The old granite Roll of Honor headstone was used as the footing stone for the new memorial at its new location at Blue Star Park. “Since then, we have raised well over $100,000 for construction and maintenance of this memorial. The park is now where the area veterans hold memorial services for Memorial Day, Veterans Day and soon to hold a city Vietnam veterans celebration. Next year, a memorial for those killed in action will be added for those who have made the ultimate sacrifice for the country and the City of Portage,” said Tim.
Overcoming challenges
The Portage Park and Recreation Department’s biggest challenge has always been a turnover of staff and the budget. This year, they are looking at about a 60 percent turnover within the recreation and lifeguard summer staff. Staff training is time consuming since all workers need to understand what the department is about and what is required of them by both the department and the parents of the participating youth.
Due to budget concerns, Tim is encouraged to create activities that need less staff. Creative fundraisers that feature local businesses are also encouraged and very much appreciated. Without the help of these activities and fundraisers the department would either have to raise the cost of programming, doubling the cost, or cancel programs.
Green efforts
“The city has started a green program which requires departments to look at green solutions for every move that is made. Choices in cleaning chemicals and lighting solutions are two of the current programs, and we are also in the process of building an information center in one of our parks, and plan to have as much green technology as can be afforded in its construction plan,” Tim told us.
Most popular facilities and programs
The pool and the beach are very popular. The department runs all of their swimming instruction at the pool and during the summer months it includes three other school districts from surrounding communities that bring their summer school students to Portage for lessons.
Most of the spring and summer youth sports activities are held at the 40-plus acre Veterans Memorial Fields.
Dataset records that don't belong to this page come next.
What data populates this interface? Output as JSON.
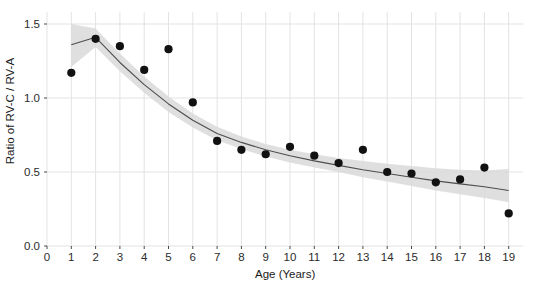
{
  "chart_data": {
    "type": "scatter",
    "title": "",
    "xlabel": "Age (Years)",
    "ylabel": "Ratio of RV-C / RV-A",
    "xlim": [
      0,
      19.6
    ],
    "ylim": [
      0.0,
      1.58
    ],
    "grid": true,
    "legend": null,
    "x_ticks": [
      "0",
      "1",
      "2",
      "3",
      "4",
      "5",
      "6",
      "7",
      "8",
      "9",
      "10",
      "11",
      "12",
      "13",
      "14",
      "15",
      "16",
      "17",
      "18",
      "19"
    ],
    "x_tick_values": [
      0,
      1,
      2,
      3,
      4,
      5,
      6,
      7,
      8,
      9,
      10,
      11,
      12,
      13,
      14,
      15,
      16,
      17,
      18,
      19
    ],
    "y_ticks": [
      "0.0",
      "0.5",
      "1.0",
      "1.5"
    ],
    "y_tick_values": [
      0.0,
      0.5,
      1.0,
      1.5
    ],
    "series": [
      {
        "name": "Observed ratio",
        "type": "scatter",
        "marker": "filled-circle",
        "color": "#111111",
        "x": [
          1,
          2,
          3,
          4,
          5,
          6,
          7,
          8,
          9,
          10,
          11,
          12,
          13,
          14,
          15,
          16,
          17,
          18,
          19
        ],
        "values": [
          1.17,
          1.4,
          1.35,
          1.19,
          1.33,
          0.97,
          0.71,
          0.65,
          0.62,
          0.67,
          0.61,
          0.56,
          0.65,
          0.5,
          0.49,
          0.43,
          0.45,
          0.53,
          0.22
        ]
      },
      {
        "name": "Fitted trend",
        "type": "line",
        "color": "#4d4d4d",
        "x": [
          1,
          2,
          3,
          4,
          5,
          6,
          7,
          8,
          9,
          10,
          11,
          12,
          13,
          14,
          15,
          16,
          17,
          18,
          19
        ],
        "values": [
          1.36,
          1.41,
          1.24,
          1.09,
          0.96,
          0.85,
          0.76,
          0.7,
          0.65,
          0.61,
          0.575,
          0.545,
          0.515,
          0.49,
          0.465,
          0.44,
          0.42,
          0.4,
          0.375
        ]
      },
      {
        "name": "Confidence band",
        "type": "area",
        "color": "#d9d9d9",
        "x": [
          1,
          2,
          3,
          4,
          5,
          6,
          7,
          8,
          9,
          10,
          11,
          12,
          13,
          14,
          15,
          16,
          17,
          18,
          19
        ],
        "upper": [
          1.5,
          1.47,
          1.3,
          1.145,
          1.01,
          0.895,
          0.805,
          0.74,
          0.69,
          0.65,
          0.62,
          0.595,
          0.575,
          0.555,
          0.54,
          0.525,
          0.515,
          0.51,
          0.52
        ],
        "lower": [
          1.21,
          1.345,
          1.18,
          1.035,
          0.905,
          0.8,
          0.715,
          0.655,
          0.605,
          0.565,
          0.53,
          0.5,
          0.465,
          0.435,
          0.405,
          0.375,
          0.35,
          0.325,
          0.295
        ]
      }
    ]
  },
  "axes": {
    "x_title": "Age (Years)",
    "y_title": "Ratio of RV-C / RV-A"
  },
  "style": {
    "panel_background": "#ffffff",
    "grid_color": "#e3e3e3",
    "point_color": "#111111",
    "line_color": "#4d4d4d",
    "band_color": "#d9d9d9",
    "text_color": "#2b2b2b"
  }
}
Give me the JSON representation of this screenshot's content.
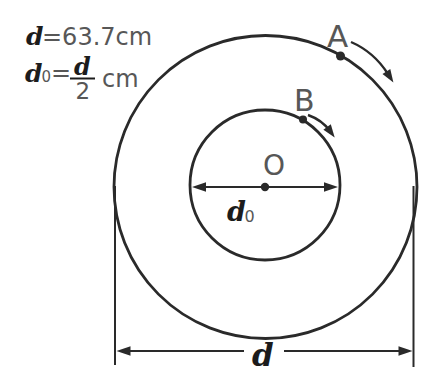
{
  "figure": {
    "background_color": "#ffffff",
    "line_color": "#2a2a2a",
    "gray_text_color": "#575757",
    "dark_text_color": "#1c1c1c",
    "formulas": {
      "line1": {
        "symbol": "d",
        "rest": "=63.7cm"
      },
      "line2": {
        "symbol": "d",
        "subscript": "0",
        "equals": "=",
        "fraction_numerator": "d",
        "fraction_denominator": "2",
        "unit": "cm"
      }
    },
    "labels": {
      "point_a": "A",
      "point_b": "B",
      "center": "O",
      "inner_diameter_symbol": "d",
      "inner_diameter_subscript": "0",
      "outer_diameter": "d"
    }
  }
}
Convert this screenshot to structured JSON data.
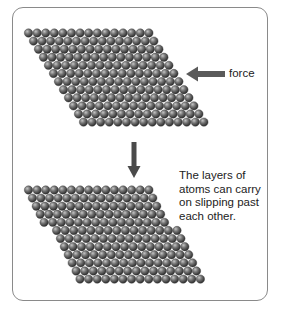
{
  "diagram": {
    "force_label": "force",
    "caption_lines": [
      "The layers of",
      "atoms can carry",
      "on slipping past",
      "each other."
    ],
    "colors": {
      "frame_border": "#8a8a8a",
      "atom_light": "#b8b8b8",
      "atom_mid": "#6e6e6e",
      "atom_dark": "#2e2e2e",
      "arrow": "#5a5a5a"
    },
    "top_lattice": {
      "rows": 12,
      "atoms_per_row": 15,
      "origin_x": 28.5,
      "origin_y": 33,
      "atom_diameter": 8.6,
      "row_height": 8.1,
      "row_shift": 5.0,
      "slip_after_row": null,
      "slip_offset": 0
    },
    "bottom_lattice": {
      "rows": 12,
      "atoms_per_row": 15,
      "origin_x": 28.5,
      "origin_y": 190,
      "atom_diameter": 8.6,
      "row_height": 8.1,
      "row_shift": 3.9,
      "slip_after_row": 5,
      "slip_offset": 8.6
    },
    "force_arrow": {
      "direction": "left",
      "x1": 225,
      "x2": 186,
      "y": 74
    },
    "down_arrow": {
      "direction": "down",
      "x": 134,
      "y1": 142,
      "y2": 178
    }
  }
}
Collipp-Worden Park is the most reserved park during the summer, and it has a large picnic area, playground equipment, horseshoe pits, a sand volleyball court, plus both tennis and basketball courts. It is also the home of the new disc golf course.
“A groundbreaking is to be held this spring for a splash park located at Goodyear Park, which will also serve as the home of a new competitive skateboard facility. Pauquette Park is known as ’the prettiest park in the city’ and is often referred to as the ’jewel’ of Portage Parks. It was designed by John Nolan from Madison and was featured in some of the stories from the Pulitzer Prizewinning author, Zona Gale.
“With the history of Portage, being the third-oldest settlement in Wisconsin, we are working on National Park Systems recognition with other communities along the Fox River and the Wisconsin River.
“Portage is not only home to the Fort Winnebago, but the center and main community featuring the lock system that connects the southern flowing Wisconsin River to the Mississippi River and the northern flowing Fox River to Green Bay. These locks make Portage the only direct waterway that goes from the Atlantic Ocean through the center of the U.S. to the Gulf of Mexico,” Tim concluded.
Portage has five full-time workers year-round and additional 80-100 seasonal employees. The Portage summer payroll is greater than all of the other city departments combined. Portage is definitely “where the north begins.”